Closed YanhaoZhang closed 4 years ago
Hi Yanhao,
The main purpose of using either a small number or value here is to make sure the mask boundary is warped correctly. With the current PyTorch interpolation method, you can set both of these to epsilon because the interpolation allows you to assign a constant value to locations where the specified coordinates are out of boundary.
Hi @lppllppl920 Thanks for your reply. Do you mean either a very large or a very small value will all work for warping the mask? Sorry I did not get what do you mean by "with the current PyTorch interpolation method". Do you mean for the latest PyTorch, I can use the very small value for warping the mask? Many thanks.
In _depth_warping function, the interpolation method provided by Pytorch is used and has an argument named something like constant_value. That value will be used to fill in regions where coordinate values are out of the image region. With a very small value epsilon, coordinate values will be out of the image region and a zero value will be assigned to the corresponding location.
In _warp_coordinate_generate function, for simplicity reason, a large value is assigned to depth_maps_2_calcualte and this will make all warped coordinates out of the boundary to be (0, 0). Because the sparse flow loss won't see these regions because of the binary masks, any arbitrary handling is fine. One example is just what I did in this function.
@lppllppl920 Thanks a lot for your detailed explanation. I now understand it. :)
Hi @lppllppl920 I notice that the variable depth_maps_2_calculate is a little bit different in those two functions. In
_warp_coordinate_generate
, the zeros in img_masks are set as 1.0e30 here, while in_depth_warping
, they are given a small value as epsilon here. May I ask if you could explain a bit more on this? Many thanks.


Exercise directions: Reproduce the lines below exactly, from the one containing "Identify the bounding" through the one containing "Given this 1024×683", both included. Leave out any pictures.

::::::

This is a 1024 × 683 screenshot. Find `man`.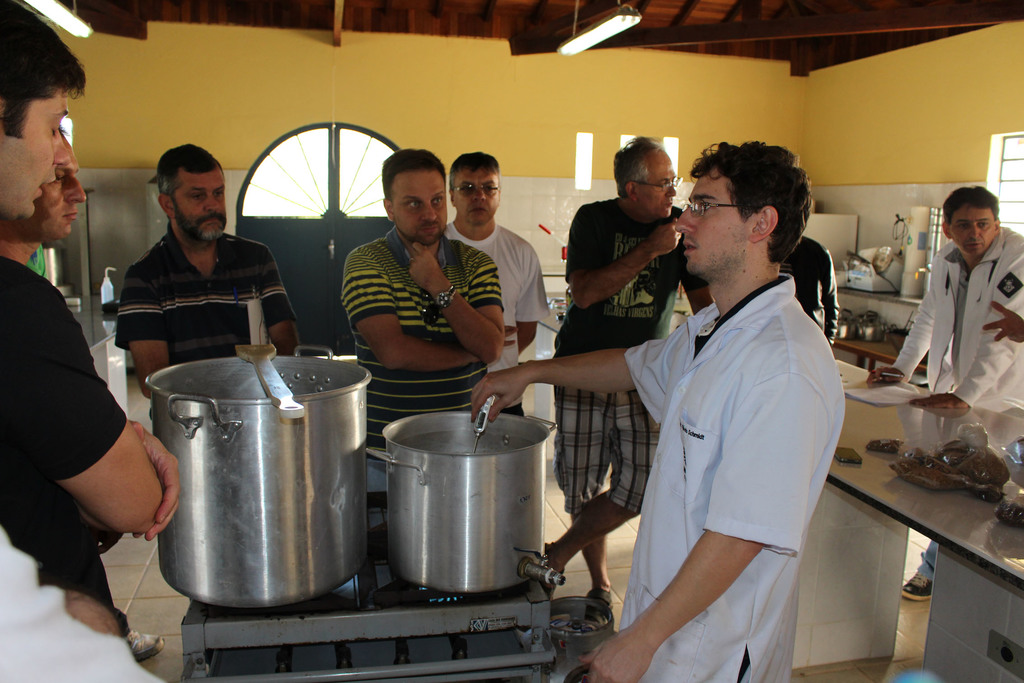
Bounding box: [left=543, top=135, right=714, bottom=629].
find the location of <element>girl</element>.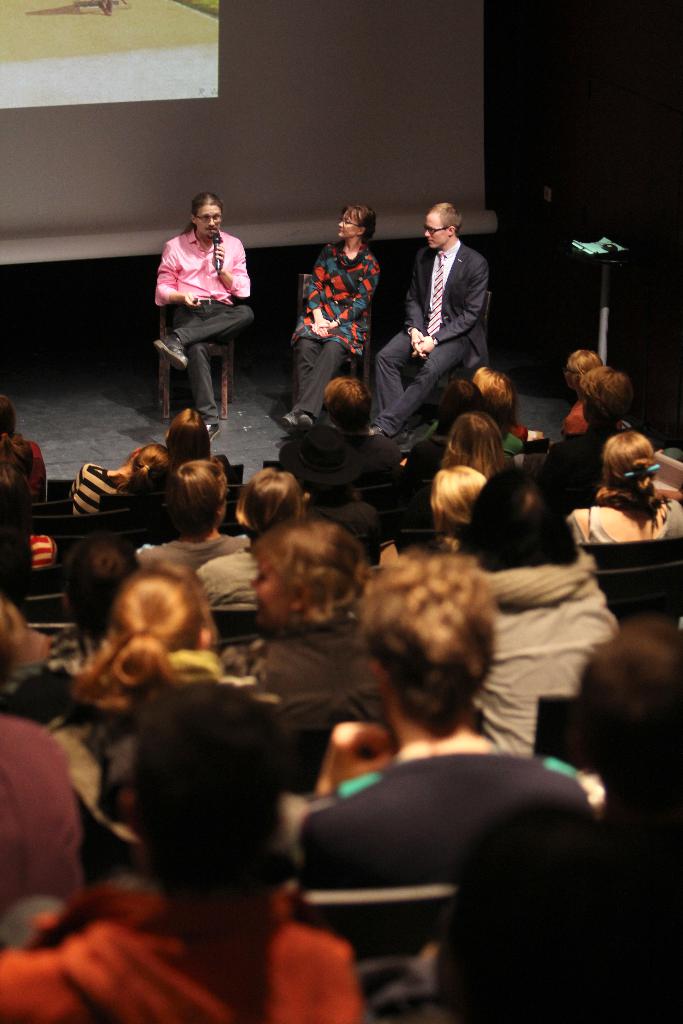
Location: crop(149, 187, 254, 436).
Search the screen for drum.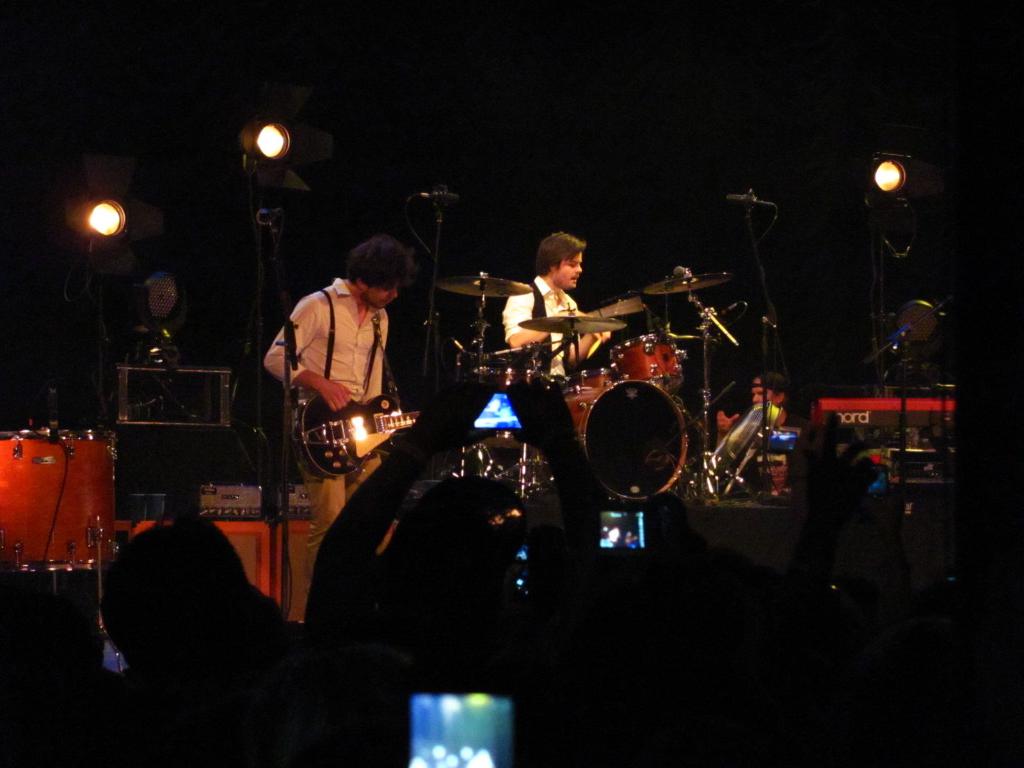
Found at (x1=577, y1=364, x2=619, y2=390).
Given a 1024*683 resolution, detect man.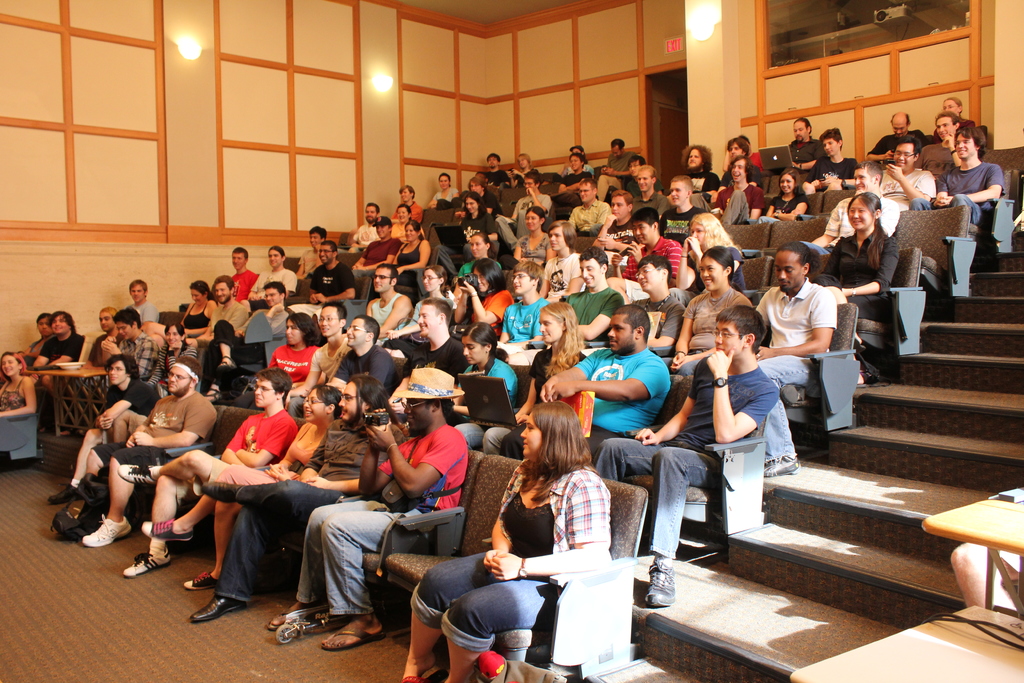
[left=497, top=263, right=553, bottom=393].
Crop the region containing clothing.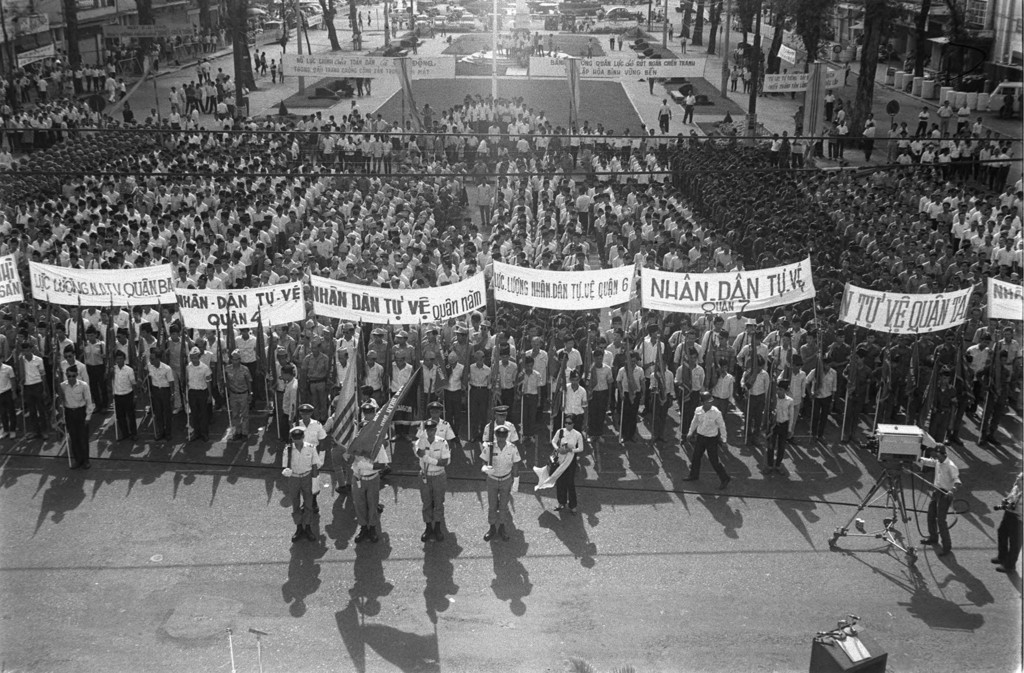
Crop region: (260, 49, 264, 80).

::::::

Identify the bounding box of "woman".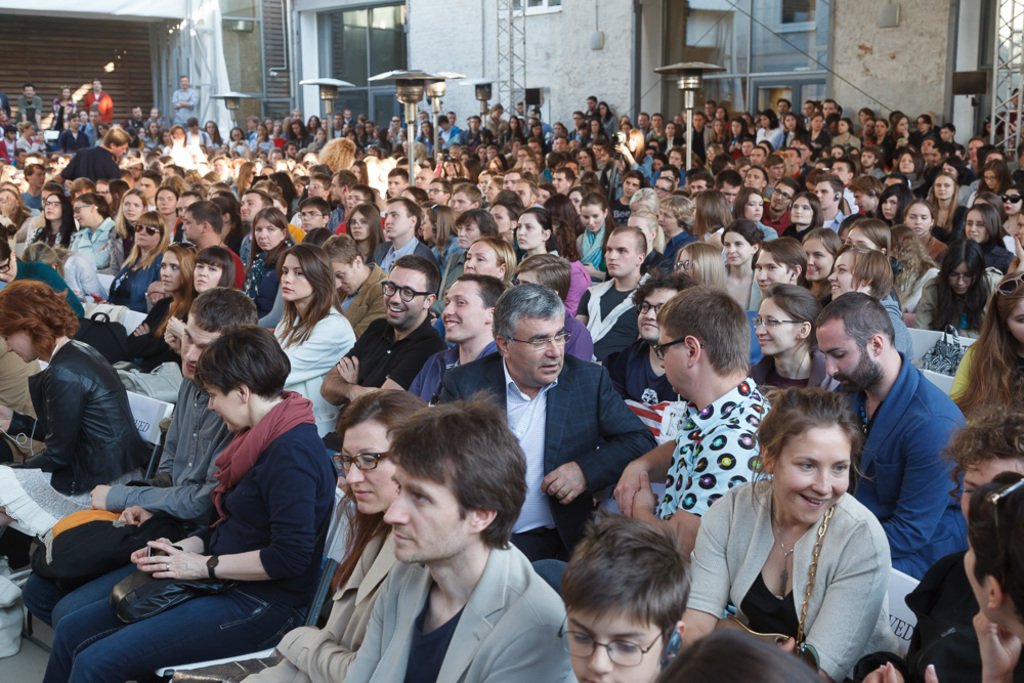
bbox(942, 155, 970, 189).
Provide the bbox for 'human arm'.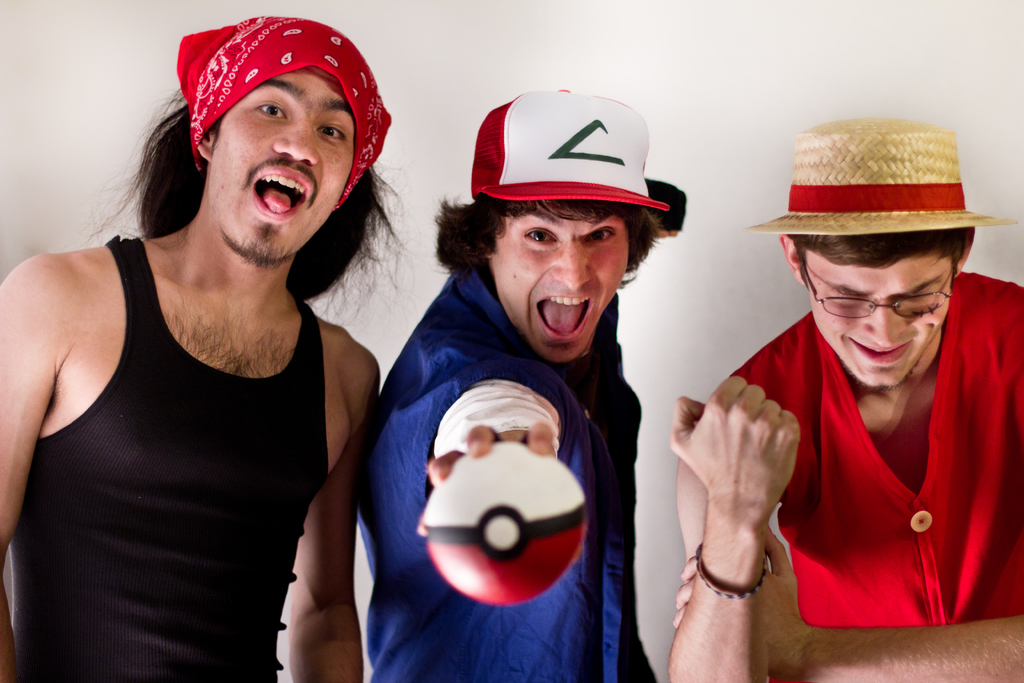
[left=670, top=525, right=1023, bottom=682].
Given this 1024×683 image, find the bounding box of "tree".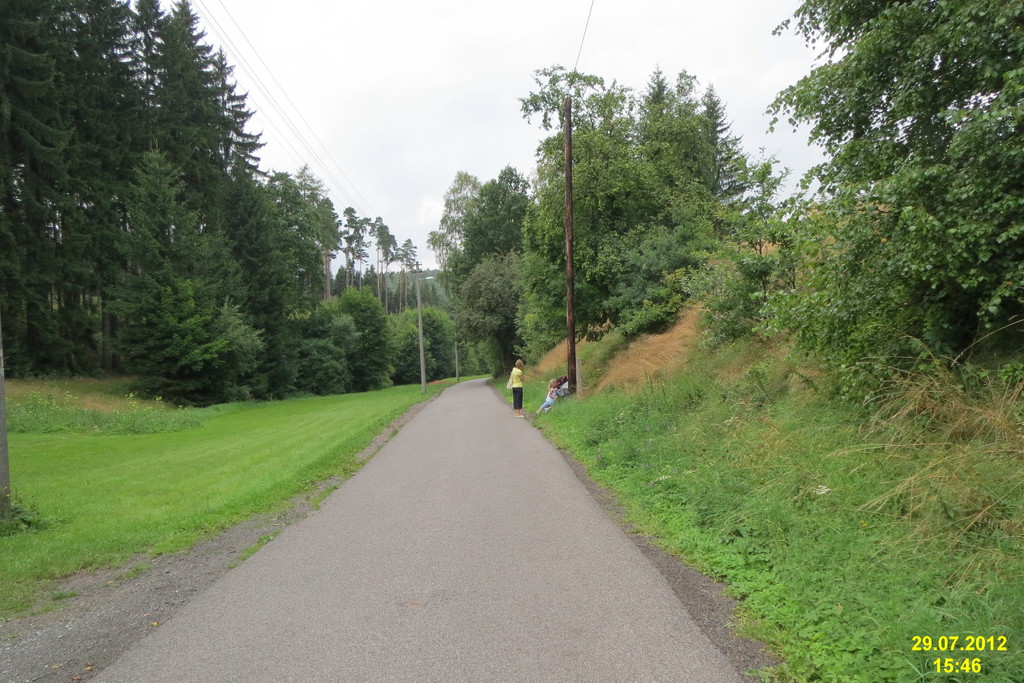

::::::

Answer:
Identify the bounding box of "woman".
bbox(942, 155, 970, 189).
Provide the bbox for 'human arm'.
[left=670, top=525, right=1023, bottom=682].
Given this 1024×683 image, find the bounding box of "tree".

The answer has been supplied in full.